Discussion of last week’s Brian McLaren forum

Last week, our forum series featured Brian McLaren, who is a leader in the Emergent Church movement, and who gave a lecture entitled “the Importance of Being Episcopalian”. If you missed it, you can see it on the forum website (it’s about an hour long, look for the entry for Feb 14). Whether you went or not, he brought up a lot of interesting questions.

Over at the blog Friends of Jake, our friend IT summarized McLaren’s talk, his identification of 4 advantages, and 4 disadvantages of being Episcopalian, and how to move forward:

In his prescription for the future, he had three broad suggestions.

  1. Bring them in spirit: natural evangelizing by everyone. NOT preachy, or “traditional” evangelizing, but involving people where they are, in long conversations, and don’t hide your faith. The Institution can be in the way. He said, others will try to recruit people into a brittle, angry, judgmental, violent form of the faith. Time to speak up lest you and all Christians get labelled with the brand of hate and intolerance. (I would argue that this has to some extent already happened).
  2. Welcome an entrepreneurial spirit adding new services, modes, and ideas. Don’t let yourselves just consume religious goods and services: set your mission as a welcome. Living liturgy has to have room to grow, not be a frozen remnant.
  3. Begin again spirit. Again, he invoked the Via media above the line between liberal, conservative or moderate. He sees this as resolved not by moving both sides to the middle, but by trying to transcend the linear vector and move beyond it or above it. (He was distinctly uninformative on how this ideal is to be accomplished.)

It was an interesting talk, and some parts of it are clearly things that can be accomplished and integrated into existing structures, especially where there is leadership that embraces the future, rather than turns its back to it. But in a broader sense, it remains unclear to me how the polarization problem can be accommodated further.

This post generated a LOT of spirited commentary from the readers at Friends of Jake, some of which may be interesting to you too.

I believe that Brian assesses the situation correctly, but how to get to the new place that he recommends remains the problem.

This from a reader in Seattle:

I know that it is not possible in all parishes, but I attend a large one in which, though the goings-on of those who wish all to be as miserable as them in their faith-walk is well-known to us, we are way too busy doing what needs to be done in a broken world to give it too much thought.

One of the more impatient critics:

Yes, to be fair McLaren and Tickle and others who often speak to Episcopalians do express respect for and some envy of the Anglican tradition of liturgy and music and do not, in fact, advocate tossing it all out. But in my experience, many who attend their lectures and/or read their books come away with the impression that they really must up-end everything, and if they don’t, they (or those who ask questions or have reservations) will be impeding Progress or Salvation or whatever for all.

And from a St Paul’s parishioner:

Call me Pollyanna, but I got the impression McLaren was trying to say, “if you want to effect a change, then BE the change.” ….TEC has advantages that can lead it there, but we’re not going to get answers from on high; we have to lead from the laity… because we can. My concern is churches like KJ’s and St Paul’s getting complacent because they DO have feet on the ground doing the work & getting out the Word…

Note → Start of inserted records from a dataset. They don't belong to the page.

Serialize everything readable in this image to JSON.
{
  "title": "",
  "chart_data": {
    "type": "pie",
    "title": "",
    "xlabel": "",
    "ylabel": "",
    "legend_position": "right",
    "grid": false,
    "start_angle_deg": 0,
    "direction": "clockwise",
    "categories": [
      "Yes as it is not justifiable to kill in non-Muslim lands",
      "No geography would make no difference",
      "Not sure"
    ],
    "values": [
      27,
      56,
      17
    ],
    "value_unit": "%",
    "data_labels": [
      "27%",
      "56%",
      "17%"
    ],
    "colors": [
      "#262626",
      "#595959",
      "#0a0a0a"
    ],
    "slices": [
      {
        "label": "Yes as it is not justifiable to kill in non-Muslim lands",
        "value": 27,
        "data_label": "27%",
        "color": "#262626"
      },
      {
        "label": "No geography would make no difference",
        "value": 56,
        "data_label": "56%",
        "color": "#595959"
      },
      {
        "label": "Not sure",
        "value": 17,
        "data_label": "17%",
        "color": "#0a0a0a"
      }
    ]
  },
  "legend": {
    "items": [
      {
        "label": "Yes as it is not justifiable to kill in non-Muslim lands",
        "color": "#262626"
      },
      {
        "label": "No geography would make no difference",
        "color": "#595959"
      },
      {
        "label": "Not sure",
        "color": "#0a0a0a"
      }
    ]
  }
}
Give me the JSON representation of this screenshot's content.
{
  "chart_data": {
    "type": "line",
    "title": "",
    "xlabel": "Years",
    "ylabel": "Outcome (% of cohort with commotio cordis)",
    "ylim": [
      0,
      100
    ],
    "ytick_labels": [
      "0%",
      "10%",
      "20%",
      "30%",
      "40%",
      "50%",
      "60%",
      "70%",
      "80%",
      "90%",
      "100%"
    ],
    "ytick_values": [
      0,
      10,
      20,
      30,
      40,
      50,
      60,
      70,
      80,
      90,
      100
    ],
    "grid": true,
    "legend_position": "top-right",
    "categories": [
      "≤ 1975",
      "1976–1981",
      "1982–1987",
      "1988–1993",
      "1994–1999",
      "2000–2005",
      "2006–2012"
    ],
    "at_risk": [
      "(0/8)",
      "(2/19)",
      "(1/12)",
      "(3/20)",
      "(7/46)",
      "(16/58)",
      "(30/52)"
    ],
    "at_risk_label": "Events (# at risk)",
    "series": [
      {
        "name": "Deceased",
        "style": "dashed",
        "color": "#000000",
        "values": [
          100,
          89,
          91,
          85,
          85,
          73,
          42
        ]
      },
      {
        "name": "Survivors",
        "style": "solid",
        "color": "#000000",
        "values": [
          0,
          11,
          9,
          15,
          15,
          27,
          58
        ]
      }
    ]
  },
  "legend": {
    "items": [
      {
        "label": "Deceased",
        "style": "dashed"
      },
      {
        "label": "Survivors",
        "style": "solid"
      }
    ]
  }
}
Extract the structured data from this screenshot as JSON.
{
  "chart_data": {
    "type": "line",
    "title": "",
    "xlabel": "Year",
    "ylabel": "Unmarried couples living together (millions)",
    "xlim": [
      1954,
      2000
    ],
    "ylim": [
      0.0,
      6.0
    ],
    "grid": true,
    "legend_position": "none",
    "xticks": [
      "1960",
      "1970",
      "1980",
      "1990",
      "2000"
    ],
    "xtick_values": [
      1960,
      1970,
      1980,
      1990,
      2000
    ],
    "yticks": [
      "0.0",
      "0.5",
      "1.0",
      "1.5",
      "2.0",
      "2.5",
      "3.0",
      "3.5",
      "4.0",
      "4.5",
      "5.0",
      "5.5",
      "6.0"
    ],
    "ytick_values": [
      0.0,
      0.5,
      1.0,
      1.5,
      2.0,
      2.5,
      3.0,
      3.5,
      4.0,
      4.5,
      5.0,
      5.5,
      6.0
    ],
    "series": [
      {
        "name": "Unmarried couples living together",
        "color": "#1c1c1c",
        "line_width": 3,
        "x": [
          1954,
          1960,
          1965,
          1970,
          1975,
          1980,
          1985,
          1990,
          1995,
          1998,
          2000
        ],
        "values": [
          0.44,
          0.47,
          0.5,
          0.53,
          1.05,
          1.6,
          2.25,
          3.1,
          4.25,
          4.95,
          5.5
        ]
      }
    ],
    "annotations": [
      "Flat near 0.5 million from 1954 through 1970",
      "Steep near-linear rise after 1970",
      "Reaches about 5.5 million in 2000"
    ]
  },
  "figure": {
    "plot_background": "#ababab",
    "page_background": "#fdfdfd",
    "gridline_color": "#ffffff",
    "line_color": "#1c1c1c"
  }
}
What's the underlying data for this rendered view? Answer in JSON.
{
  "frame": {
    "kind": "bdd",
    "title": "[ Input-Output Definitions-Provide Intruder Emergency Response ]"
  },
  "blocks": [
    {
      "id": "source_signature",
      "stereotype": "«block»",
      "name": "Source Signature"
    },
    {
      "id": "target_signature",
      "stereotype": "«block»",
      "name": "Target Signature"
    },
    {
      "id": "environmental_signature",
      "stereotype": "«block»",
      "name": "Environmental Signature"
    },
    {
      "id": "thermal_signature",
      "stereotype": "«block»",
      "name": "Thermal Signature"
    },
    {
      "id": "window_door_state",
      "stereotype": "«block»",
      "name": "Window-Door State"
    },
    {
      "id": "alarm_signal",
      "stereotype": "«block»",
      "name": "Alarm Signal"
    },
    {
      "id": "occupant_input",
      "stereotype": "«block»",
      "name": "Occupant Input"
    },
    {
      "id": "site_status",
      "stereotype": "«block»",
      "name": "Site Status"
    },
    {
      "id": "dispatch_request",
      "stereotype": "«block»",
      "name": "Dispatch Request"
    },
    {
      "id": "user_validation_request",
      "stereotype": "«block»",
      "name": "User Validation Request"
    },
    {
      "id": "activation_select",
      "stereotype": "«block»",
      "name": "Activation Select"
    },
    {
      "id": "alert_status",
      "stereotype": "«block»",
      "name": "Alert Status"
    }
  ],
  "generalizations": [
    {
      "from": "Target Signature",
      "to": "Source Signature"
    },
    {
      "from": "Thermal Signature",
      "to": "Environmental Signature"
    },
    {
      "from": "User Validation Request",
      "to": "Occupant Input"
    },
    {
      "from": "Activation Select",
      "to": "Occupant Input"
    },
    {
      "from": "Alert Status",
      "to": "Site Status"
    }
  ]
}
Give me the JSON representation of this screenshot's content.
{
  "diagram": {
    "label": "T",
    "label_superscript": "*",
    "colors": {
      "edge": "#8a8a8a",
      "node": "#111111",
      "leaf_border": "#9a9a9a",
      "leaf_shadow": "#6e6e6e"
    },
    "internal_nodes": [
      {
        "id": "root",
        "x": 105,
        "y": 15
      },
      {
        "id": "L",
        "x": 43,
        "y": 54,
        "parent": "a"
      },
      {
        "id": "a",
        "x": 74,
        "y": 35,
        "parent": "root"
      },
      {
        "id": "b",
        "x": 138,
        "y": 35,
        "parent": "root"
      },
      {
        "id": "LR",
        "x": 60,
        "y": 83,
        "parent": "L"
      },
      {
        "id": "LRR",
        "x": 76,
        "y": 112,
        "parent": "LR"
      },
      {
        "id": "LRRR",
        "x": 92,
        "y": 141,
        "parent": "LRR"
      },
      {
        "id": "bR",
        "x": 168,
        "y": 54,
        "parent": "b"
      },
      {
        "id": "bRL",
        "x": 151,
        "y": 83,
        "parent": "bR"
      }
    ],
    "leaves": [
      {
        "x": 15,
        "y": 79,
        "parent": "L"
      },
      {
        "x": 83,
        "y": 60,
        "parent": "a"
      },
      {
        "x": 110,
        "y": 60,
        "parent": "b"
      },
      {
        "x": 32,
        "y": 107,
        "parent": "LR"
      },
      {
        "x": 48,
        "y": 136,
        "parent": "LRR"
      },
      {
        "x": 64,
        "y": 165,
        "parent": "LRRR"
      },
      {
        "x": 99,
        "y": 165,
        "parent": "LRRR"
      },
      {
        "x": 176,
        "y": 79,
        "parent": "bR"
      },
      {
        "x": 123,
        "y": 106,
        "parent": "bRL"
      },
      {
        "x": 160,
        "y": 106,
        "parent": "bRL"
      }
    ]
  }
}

And our own Chris H agrees:

It’s not about HOW you do liturgy or worship, or whether you’ve CHANGED it recently, but whether it’s alive, transformative, formative, life giving, etc., etc. That people understand it, and then do something with it….I would argue, that rather than rearranging deck chairs for the sake of “change” Brian would argue that we should instead, dive deeper into our understandings of the Gospel, relate them to our liturgy, and in doing so bring it, as well as our faith, more alive, and then let God do the rest. (I do think that occasional change will come naturally from that perspective, but not for the sake of change, but as the natural, organic response to a living, breathing faith).

Meanwhile, a view from New York:

I’m not sure there is any way to bridge that bipolar gap. Maybe the way forward is to point out the gap. The Other Side looks much more like the rest of an already saturated market for patriarchal legalism. Maybe it’s time to show the world our distinctiveness.

Following up on the “show me” idea, from this Episcopalian in Arkansas:

If we want people coming in the doors, we have to let them know where the doors are and a reason to come through. And a 1 minute blurb on the local NPR station ain’t gonna do it. Have real members talk about why they keep coming back, the same sex couple with kids in the middle pew, the business person in the front, the migrant workers in the back pew… For crying out loud, I keep hearing “How do we grow?” “How can we evangelize?” “Why don’t people know we are here?” when there’s a flare gun and a bull horn right there in front of us. All of us have stories… tell them! Put it out there for the world to see.

Run over there and read the post and the comments. And then post there if you like, or even better, come back over here and give us your views.